Regardless of who the player is, in this case a known agitator like Perry. No one deserves to be stabbed. DeAngelo was rightfully suspended for two games by the NHL player Safety Department today, as he sought out Perry and stabbed him with a stick blade. He sought out Perry, after not being involved in the scrum, and the video of the incident above proves this.

“He tried to slash my hands right before that,” DeAngelo said last night. “He talks all game. I ask him to fight, he says no. He asked me to fight for years I don’t say no. There’s not much of an argument there. I wasn’t trying to give him a shot. Replay makes it look worse than it’s meant to be. It is what it is. I took 30 punches to the ground, when I get up they don’t let me do what I want to do. It’s whatever.”

To DeAngelo’s credit, he has been playing better defensively, but he cannot allow players to get under his skin. Tortorella has a unique, creative way of getting his message across to players. A player can take that with a grain of salt or move on, and most choose the latter.

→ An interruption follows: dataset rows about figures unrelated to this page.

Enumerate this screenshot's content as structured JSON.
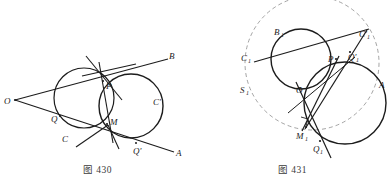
{
  "page": {
    "width": 390,
    "height": 189,
    "background": "#ffffff",
    "ink": "#1c1c1c",
    "dash_ink": "#8a8a8a"
  },
  "figures": [
    {
      "id": "figure-430",
      "caption": "图 430",
      "caption_number": "430",
      "description": "Two intersecting circles with external point O and two secant/tangent lines OB and OA",
      "circles": [
        {
          "name": "circle-C",
          "cx": 84,
          "cy": 98,
          "r": 30,
          "label": "C"
        },
        {
          "name": "circle-C-prime",
          "cx": 131,
          "cy": 106,
          "r": 32,
          "label": "C'"
        }
      ],
      "points": [
        {
          "name": "point-O",
          "label": "O",
          "x": 15,
          "y": 100,
          "lx": 6,
          "ly": 103
        },
        {
          "name": "point-B",
          "label": "B",
          "x": 165,
          "y": 60,
          "lx": 168,
          "ly": 58
        },
        {
          "name": "point-A",
          "label": "A",
          "x": 172,
          "y": 152,
          "lx": 175,
          "ly": 154
        },
        {
          "name": "point-P",
          "label": "P",
          "x": 103,
          "y": 81,
          "lx": 106,
          "ly": 88
        },
        {
          "name": "point-M",
          "label": "M",
          "x": 107,
          "y": 124,
          "lx": 110,
          "ly": 124
        },
        {
          "name": "point-Q",
          "label": "Q",
          "x": 60,
          "y": 116,
          "lx": 53,
          "ly": 121
        },
        {
          "name": "point-Q-prime",
          "label": "Q'",
          "x": 136,
          "y": 143,
          "lx": 135,
          "ly": 152
        },
        {
          "name": "label-C",
          "label": "C",
          "x": 72,
          "y": 133,
          "lx": 64,
          "ly": 140
        },
        {
          "name": "label-C-prime",
          "label": "C'",
          "x": 156,
          "y": 100,
          "lx": 155,
          "ly": 103
        }
      ],
      "lines": [
        {
          "name": "line-OB",
          "x1": 15,
          "y1": 100,
          "x2": 165,
          "y2": 60
        },
        {
          "name": "line-OA",
          "x1": 15,
          "y1": 100,
          "x2": 172,
          "y2": 152
        },
        {
          "name": "line-PM-chord",
          "x1": 100,
          "y1": 64,
          "x2": 112,
          "y2": 140
        },
        {
          "name": "line-through-P-steep",
          "x1": 88,
          "y1": 58,
          "x2": 120,
          "y2": 97
        },
        {
          "name": "line-through-P-shallow",
          "x1": 84,
          "y1": 75,
          "x2": 132,
          "y2": 66
        },
        {
          "name": "line-M-left-ray",
          "x1": 107,
          "y1": 124,
          "x2": 78,
          "y2": 146
        },
        {
          "name": "line-M-right-ray",
          "x1": 107,
          "y1": 124,
          "x2": 118,
          "y2": 148
        }
      ]
    },
    {
      "id": "figure-431",
      "caption": "图 431",
      "caption_number": "431",
      "description": "Two tangent circles with an auxiliary dashed circle, lines C1-C1' and S1, tangency chord through M1",
      "circles": [
        {
          "name": "circle-upper",
          "cx": 106,
          "cy": 59,
          "r": 30,
          "label": "B1"
        },
        {
          "name": "circle-lower-right",
          "cx": 150,
          "cy": 103,
          "r": 41,
          "label": "A"
        }
      ],
      "dashed_circle": {
        "name": "dashed-auxiliary-circle",
        "cx": 117,
        "cy": 63,
        "r": 67
      },
      "points": [
        {
          "name": "point-B1",
          "label": "B",
          "sub": "1",
          "x": 88,
          "y": 34,
          "lx": 81,
          "ly": 33
        },
        {
          "name": "point-C1",
          "label": "C",
          "sub": "1",
          "x": 58,
          "y": 60,
          "lx": 50,
          "ly": 59
        },
        {
          "name": "point-S1",
          "label": "S",
          "sub": "1",
          "x": 55,
          "y": 92,
          "lx": 48,
          "ly": 91
        },
        {
          "name": "point-C1-prime",
          "label": "C'",
          "sub": "1",
          "x": 168,
          "y": 36,
          "lx": 166,
          "ly": 35
        },
        {
          "name": "point-Q1-prime",
          "label": "Q'",
          "sub": "1",
          "x": 156,
          "y": 55,
          "lx": 155,
          "ly": 60
        },
        {
          "name": "point-P1",
          "label": "P",
          "sub": "",
          "x": 141,
          "y": 58,
          "lx": 135,
          "ly": 61
        },
        {
          "name": "point-O",
          "label": "O",
          "sub": "",
          "x": 106,
          "y": 89,
          "lx": 104,
          "ly": 92
        },
        {
          "name": "point-M1",
          "label": "M",
          "sub": "1",
          "x": 111,
          "y": 127,
          "lx": 104,
          "ly": 137
        },
        {
          "name": "point-Q1",
          "label": "Q",
          "sub": "1",
          "x": 124,
          "y": 141,
          "lx": 119,
          "ly": 150
        },
        {
          "name": "point-A",
          "label": "A",
          "sub": "",
          "x": 186,
          "y": 85,
          "lx": 185,
          "ly": 86
        }
      ],
      "lines": [
        {
          "name": "line-C1-to-Q1prime",
          "x1": 60,
          "y1": 62,
          "x2": 172,
          "y2": 31
        },
        {
          "name": "line-M1-to-C1prime",
          "x1": 111,
          "y1": 127,
          "x2": 170,
          "y2": 33
        },
        {
          "name": "line-O-to-Q1",
          "x1": 103,
          "y1": 86,
          "x2": 133,
          "y2": 155
        },
        {
          "name": "line-P-to-M1",
          "x1": 141,
          "y1": 58,
          "x2": 108,
          "y2": 130
        },
        {
          "name": "line-tangent-chord",
          "x1": 96,
          "y1": 109,
          "x2": 160,
          "y2": 60
        }
      ],
      "right_angle_marker": {
        "name": "right-angle-marker",
        "x": 109,
        "y": 118
      }
    }
  ]
}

1 thought on “Flyers’ Tony DeAngelo rightfully suspended

  1. As bad as the past 2 seasons have been, Tony Deangelo spearing a player in the groin well after the whistle blew is the most embarrassing moment. It was a total disgrace. Torts should have been furious about a player taking a 5-minute major penalty with the team only down by 2 with 3-minutes to go in the game. Deangelo decided that his personal feuds were more important than the team. And then Deangelo acted like a smug clown after the game. Total embarrassment. It was a dirty play that doesn’t belong in the game.